Oops, your ignorance strikes again. Despite being much younger I'm willing to bet I've spent more hours in the trenches working with children than you've dreamed. Of course, I could be wrong. But I'm willing to post my CV to prove it.Then you get back to me and we'll both have the requisite knowledge to intelligently discuss this issue. Until then I would classify you as a research doctor with little real world knowledge and experience that is essential to having a chance to have a real impact on children's/adolescents/young adults lives.
So did I DETAIL a particular program. If you bothered to READ any of the peer-reviewed research on what works . . . and does not . . . we could address the clear deficiencies in current interventions and reasonable alternatives to explore going forwards. Speaking from my professional experience with kids from disadvantaged backgrounds . . . ALL of them understand the adverse effects of failure . . . many just lack the resources/guidance for change of course. There's ample AND strong evidence for better than nothing interventions. Drug testing currently lacks such evidence in application to children and adolescents (for prevention/primary intervention AND as an assessment of outcome).The reason programs like the one you advocate and our education system in general is a failure is because there are no adverse effects of failure.

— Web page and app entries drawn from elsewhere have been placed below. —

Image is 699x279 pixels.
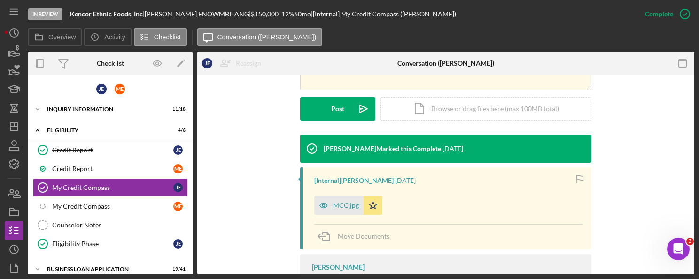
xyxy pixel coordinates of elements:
[281,10,294,18] div: 12 %
[96,84,107,94] div: J E
[52,222,187,229] div: Counselor Notes
[33,160,188,178] a: Credit ReportME
[173,202,183,211] div: M E
[28,8,62,20] div: In Review
[169,267,185,272] div: 19 / 41
[314,225,399,248] button: Move Documents
[28,28,82,46] button: Overview
[33,197,188,216] a: My Credit CompassME
[236,54,261,73] div: Reassign
[173,183,183,192] div: J E
[197,28,323,46] button: Conversation ([PERSON_NAME])
[686,238,693,246] span: 3
[48,33,76,41] label: Overview
[33,216,188,235] a: Counselor Notes
[311,10,456,18] div: | [Internal] My Credit Compass ([PERSON_NAME])
[197,54,270,73] button: JEReassign
[300,97,375,121] button: Post
[84,28,131,46] button: Activity
[145,10,251,18] div: [PERSON_NAME] ENOWMBITANG |
[397,60,494,67] div: Conversation ([PERSON_NAME])
[52,146,173,154] div: Credit Report
[33,178,188,197] a: My Credit CompassJE
[314,177,393,185] div: [Internal] [PERSON_NAME]
[442,145,463,153] time: 2025-09-08 20:13
[52,203,173,210] div: My Credit Compass
[154,33,181,41] label: Checklist
[169,128,185,133] div: 4 / 6
[33,235,188,254] a: Eligibility PhaseJE
[338,232,389,240] span: Move Documents
[251,10,278,18] span: $150,000
[70,10,145,18] div: |
[47,128,162,133] div: ELIGIBILITY
[323,145,441,153] div: [PERSON_NAME] Marked this Complete
[395,177,415,185] time: 2025-09-08 20:13
[667,238,689,261] iframe: Intercom live chat
[47,267,162,272] div: BUSINESS LOAN APPLICATION
[202,58,212,69] div: J E
[331,97,344,121] div: Post
[312,264,364,271] div: [PERSON_NAME]
[52,184,173,192] div: My Credit Compass
[173,146,183,155] div: J E
[169,107,185,112] div: 11 / 18
[115,84,125,94] div: M E
[173,164,183,174] div: M E
[294,10,311,18] div: 60 mo
[52,240,173,248] div: Eligibility Phase
[97,60,124,67] div: Checklist
[134,28,187,46] button: Checklist
[173,239,183,249] div: J E
[47,107,162,112] div: INQUIRY INFORMATION
[333,202,359,209] div: MCC.jpg
[645,5,673,23] div: Complete
[217,33,316,41] label: Conversation ([PERSON_NAME])
[33,141,188,160] a: Credit ReportJE
[104,33,125,41] label: Activity
[70,10,143,18] b: Kencor Ethnic Foods, Inc
[314,196,382,215] button: MCC.jpg
[635,5,694,23] button: Complete
[52,165,173,173] div: Credit Report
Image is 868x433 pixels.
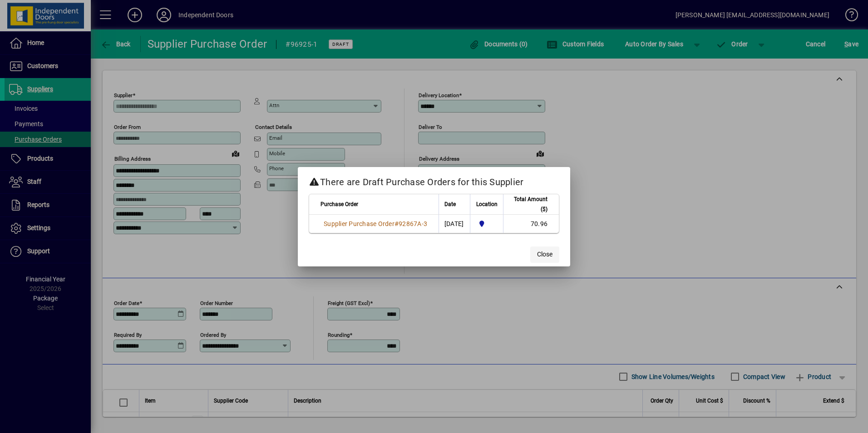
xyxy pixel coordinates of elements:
span: 92867A-3 [398,220,427,227]
button: Close [530,246,559,263]
h2: There are Draft Purchase Orders for this Supplier [298,167,570,193]
span: Supplier Purchase Order [324,220,394,227]
span: # [394,220,398,227]
td: 70.96 [503,214,559,233]
span: Cromwell Central Otago [476,219,498,229]
td: [DATE] [438,214,470,233]
span: Close [537,250,553,259]
span: Date [445,199,456,209]
a: Supplier Purchase Order#92867A-3 [320,219,430,229]
span: Location [476,199,497,209]
span: Purchase Order [320,199,358,209]
span: Total Amount ($) [509,194,548,214]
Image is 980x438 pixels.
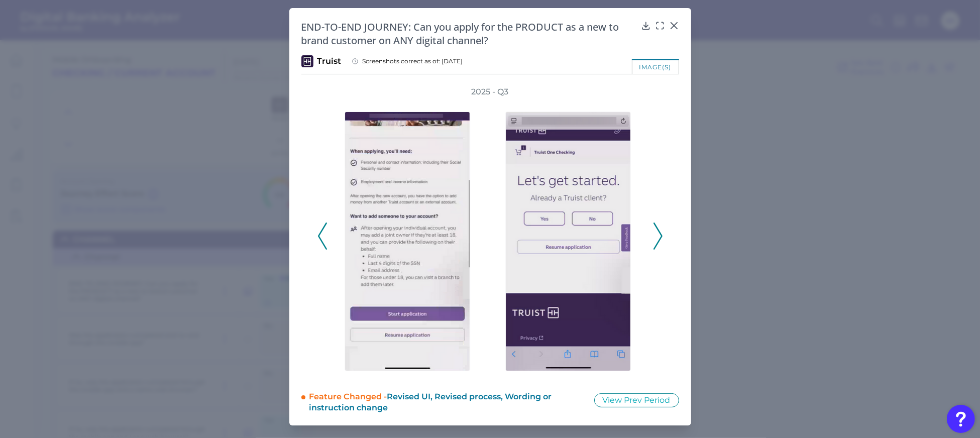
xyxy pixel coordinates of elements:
[309,387,581,413] div: Feature Changed -
[472,86,508,97] h3: 2025 - Q3
[301,20,637,47] h2: END-TO-END JOURNEY: Can you apply for the PRODUCT as a new to brand customer on ANY digital channel?
[505,111,631,371] img: 4518-5-Truist-Q3-2025.png
[344,111,470,371] img: 4518-4-Truist-Q3-2025.png
[947,405,974,432] button: Open Resource Center
[309,392,552,412] span: Revised UI, Revised process, Wording or instruction change
[594,393,679,407] button: View Prev Period
[632,59,679,74] div: image(s)
[301,55,313,67] img: Truist
[317,56,342,67] span: Truist
[363,57,463,65] span: Screenshots correct as of: [DATE]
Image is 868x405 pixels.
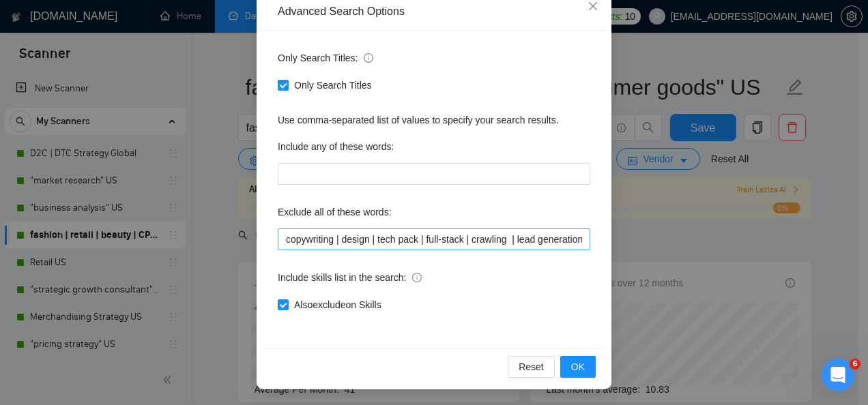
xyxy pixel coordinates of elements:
span: Reset [519,360,544,374]
span: Only Search Titles: [277,50,373,66]
div: Use comma-separated list of values to specify your search results. [277,112,591,128]
span: Also exclude on Skills [289,298,387,312]
button: OK [561,356,595,378]
span: info-circle [364,53,373,63]
button: Reset [508,356,555,378]
span: info-circle [412,273,422,282]
div: Advanced Search Options [277,4,591,19]
label: Include any of these words: [277,136,394,158]
span: close [588,1,598,12]
span: Only Search Titles [289,78,377,93]
span: OK [571,360,585,374]
iframe: Intercom live chat [821,359,854,392]
span: Include skills list in the search: [277,270,422,285]
span: 6 [849,359,860,369]
label: Exclude all of these words: [277,201,392,223]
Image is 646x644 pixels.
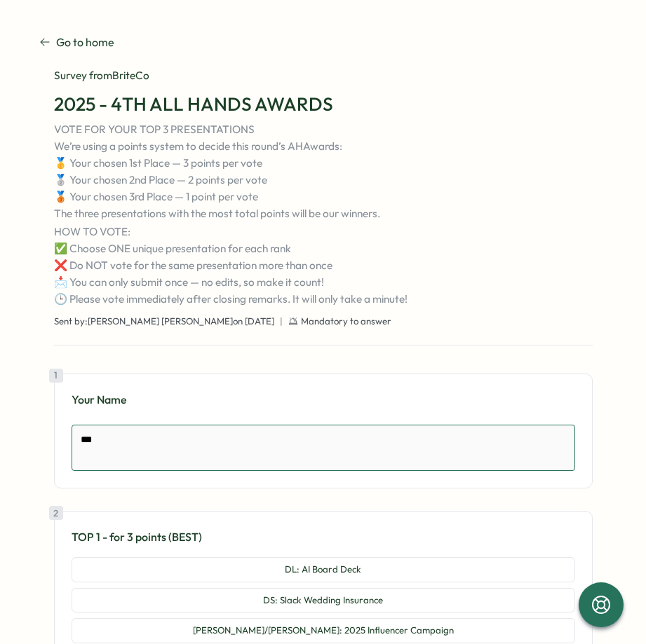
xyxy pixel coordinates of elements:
a: Go to home [39,33,114,51]
div: Survey from BriteCo [54,68,592,84]
h1: 2025 - 4TH ALL HANDS AWARDS [54,92,592,116]
p: Your Name [71,391,575,409]
p: TOP 1 - for 3 points (BEST) [71,529,575,546]
p: Go to home [56,33,114,51]
button: DL: AI Board Deck [71,557,575,582]
span: Mandatory to answer [301,316,391,328]
span: Sent by: [PERSON_NAME] [PERSON_NAME] on [DATE] [54,316,274,328]
p: VOTE FOR YOUR TOP 3 PRESENTATIONS We’re using a points system to decide this round’s AHAwards: 🥇 ... [54,122,592,307]
div: 1 [49,368,63,383]
button: DS: Slack Wedding Insurance [71,588,575,613]
div: 2 [49,506,63,520]
span: | [280,316,282,328]
button: [PERSON_NAME]/[PERSON_NAME]: 2025 Influencer Campaign [71,618,575,643]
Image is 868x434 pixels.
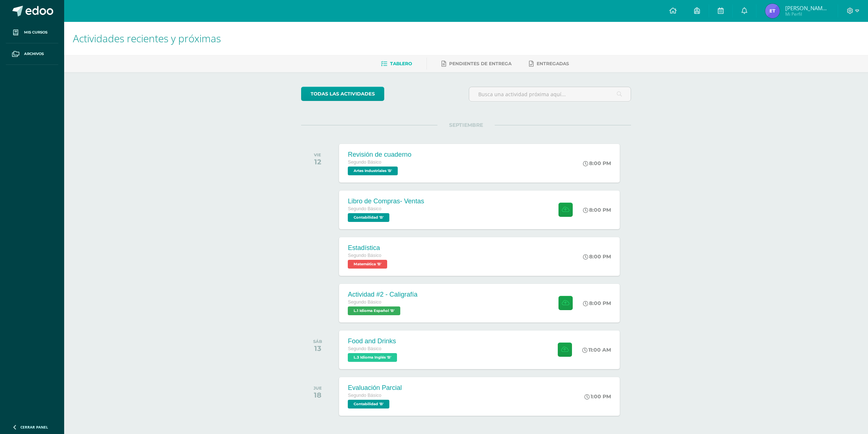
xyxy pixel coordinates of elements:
span: Pendientes de entrega [449,61,512,66]
img: 495131a13abb350135610c864e9415fb.png [766,4,779,19]
span: Tablero [390,61,412,66]
div: 11:00 AM [583,346,611,353]
div: 13 [313,344,322,353]
div: Evaluación Parcial [347,384,402,392]
div: 8:00 PM [583,160,611,166]
span: Mis cursos [24,30,47,35]
span: Segundo Básico [347,393,381,398]
span: Actividades recientes y próximas [73,31,220,45]
span: Entregadas [536,61,569,66]
div: Libro de Compras- Ventas [347,198,424,206]
a: Tablero [381,58,412,70]
span: Segundo Básico [347,159,381,164]
span: Mi Perfil [785,11,829,17]
a: Mis cursos [6,22,58,43]
div: 12 [314,157,321,166]
span: Contabilidad 'B' [347,214,390,222]
div: 1:00 PM [585,394,611,400]
div: 8:00 PM [583,300,611,307]
div: 8:00 PM [583,253,611,260]
span: Contabilidad 'B' [347,400,390,408]
a: todas las Actividades [301,87,384,101]
span: Artes Industriales 'B' [347,166,398,175]
a: Entregadas [528,58,569,70]
span: Archivos [24,51,43,57]
span: Cerrar panel [21,425,48,430]
input: Busca una actividad próxima aquí... [469,88,631,101]
div: Revisión de cuaderno [347,151,411,158]
span: [PERSON_NAME] [PERSON_NAME] [785,4,829,12]
div: Actividad #2 - Caligrafía [347,291,417,298]
div: 8:00 PM [583,207,611,214]
div: Food and Drinks [347,338,399,345]
span: Segundo Básico [347,299,381,305]
div: 18 [314,391,322,400]
span: SEPTIEMBRE [438,122,495,128]
span: Matemática 'B' [347,260,387,269]
span: L.1 Idioma Español 'B' [347,307,401,315]
div: Estadística [347,244,389,252]
span: L.3 Idioma Inglés 'B' [347,353,397,362]
span: Segundo Básico [347,253,381,258]
a: Archivos [6,43,58,65]
a: Pendientes de entrega [442,58,512,70]
div: SÁB [313,339,322,344]
span: Segundo Básico [347,207,381,212]
div: JUE [314,386,322,391]
div: VIE [314,153,321,157]
span: Segundo Básico [347,346,381,351]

From an educational standpoint there's the Abecedarian Project.
Frank Porter Graham Child Development CenterCHAPEL HILL, NC - For every dollar spent on high-quality early education programs, taxpayers can expect four dollars in benefits, according to a new analysis of data from a long-running research project at the FPG Child Development Institute (FPG) at the University of North Carolina at Chapel Hill.
"These programs not only lead to greater academic success, they boost lifetime earnings for participants and their mothers," said Dr. Steven Barnett, co-author of the report and director of the National Institute of Early Education Research at Rutgers University.
Barnett and Dr. Leonard Massey did a benefit-cost analysis of the Abecedarian Early Childhood Intervention Project, which began in the 1970s at FPG.
But hey what do I know . . . I mean it's not like I worked at FPG during med school (wait a minute . . . yes I did). It's not like the clinical coordinators gave a presentation to my fellowship group on the Abecedarian three weeks ago (wait a minute . . . yes they did). It's not like I average 3 full days a month working in elementary schools (wait a minute . . . yes I do). Go figure, former teacher, extensive volunteer activity at schools, extensive professional activity at schools, extensive research in child development . . . hmm . . . I bet George Bush's CV is filled with comparable accomplishments.
Your zipping in and out of their lives isn't "in the trenches", and yes I'll compare "time spent" with you or anyone else my age or younger. I'm surprised that you are still an advocate for the continuation of programs that have a long history of failure. Even the ones that claim success have no quantifiable way to measure what they are calling success. Kids sit through those boring ass lectures and then give all the right answers when asked the canned questions. Yawn. How about posting some quantifiable results of some of those programs you mentioned. Quite honestly your offer of CV comparison leads me to believe that that's exactly why you did what you claim to have done. Pad that CV to get into the "right" program.